Dividends are the bread and butter of every portfolio. Many studies have shown that over the long term, dividends power the bulk of any portfolio’s returns and without these payouts, investors could be sacrificing as much as 4% per annum in returns over the long-term.
In today’s low-interest-rate environment dividends are even more important as they can give a new lease of life to your savings. So, here are three of my favourite dividend stocks for 2017.
Slow and steady
Furniture and flooring group SCS (LSE: SCS) may not be the most exciting company around, but it is an income champion.
Indeed, for the year ending 31 July 2016, City analysts expect the company to pay a dividend to shareholders of 14.5p per share, which equates to a yield of 8.5% at current prices. The shares currently trade at a forward P/E of 7.9 and the payout is covered 1.5 times by earnings per share.
Unfortunately, analysts aren’t expecting any fireworks from the group this year. Earnings per share growth of zero is pencilled-in for the year ending 31 July.

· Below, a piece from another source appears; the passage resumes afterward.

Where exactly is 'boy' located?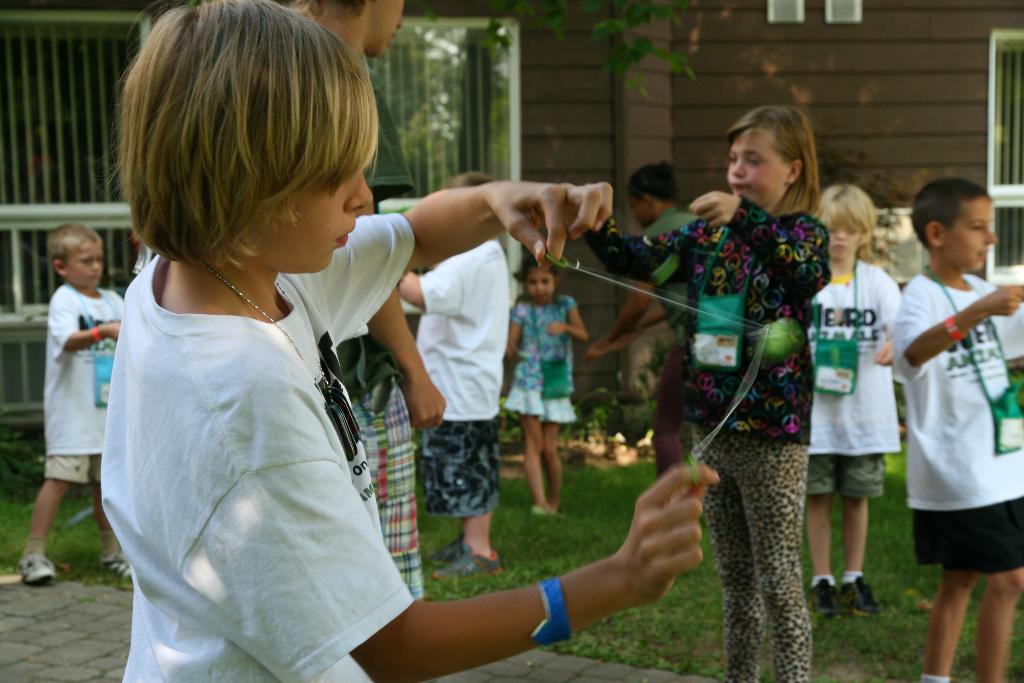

Still, SCS’s low valuation and 8.5% dividend yield appear to make up for the lack of growth.
Putting shareholders first
Shares in DX Group (LSE: DX) lost around 75% of their value last year when the company warned on profits and ever since the shares have struggled to return to their former glory. Nonetheless, even though DX’s earnings per share have fallen by 50% since 2015, the company’s dividend payout of 2.5p is still covered twice by earnings per share indicating that the payout is safe for the time being.
A dividend payout of 2.5p per share equates to a dividend yield of 13.9% at current prices. What’s more, just like SCS, shares in DX trade at a highly attractive valuation. City analysts are projecting group earnings per share of 4.8p for the year ending 30 June 2017, meaning that the shares currently trade at a forward P/E of 3.8.
Cloudy outlook
Legal services group NAHL (LSE: NAH) will be glad to have put 2016 behind it. Concerns about the company’s business model knocked 47% off the share price during 2016 as investors fled the stock. However, City analysts aren’t predicting doom for the firm any time soon.
For the year ending 31, December 2016 analysts are expecting the group to report earnings per share growth of 16% although these gains are expected to disappear next year. For the year ending 31, December 2017 earnings per share are projected to fall 21% back to the level reported for 2015. Analysts are also expecting management to reduce the company’s dividend payout in line with declining earnings. From a payout of 19.2p for 2016, analysts have pencilled-in a full-year dividend payout of 15.9p per share for NAHL during 2017, down 17.2% year-on-year but still equal to a dividend yield of 11.8%.
Further, NAHL’s shares currently trade at a forward P/E of only 5.7, which is cheap even considering the market’s concerns about the company’s outlook.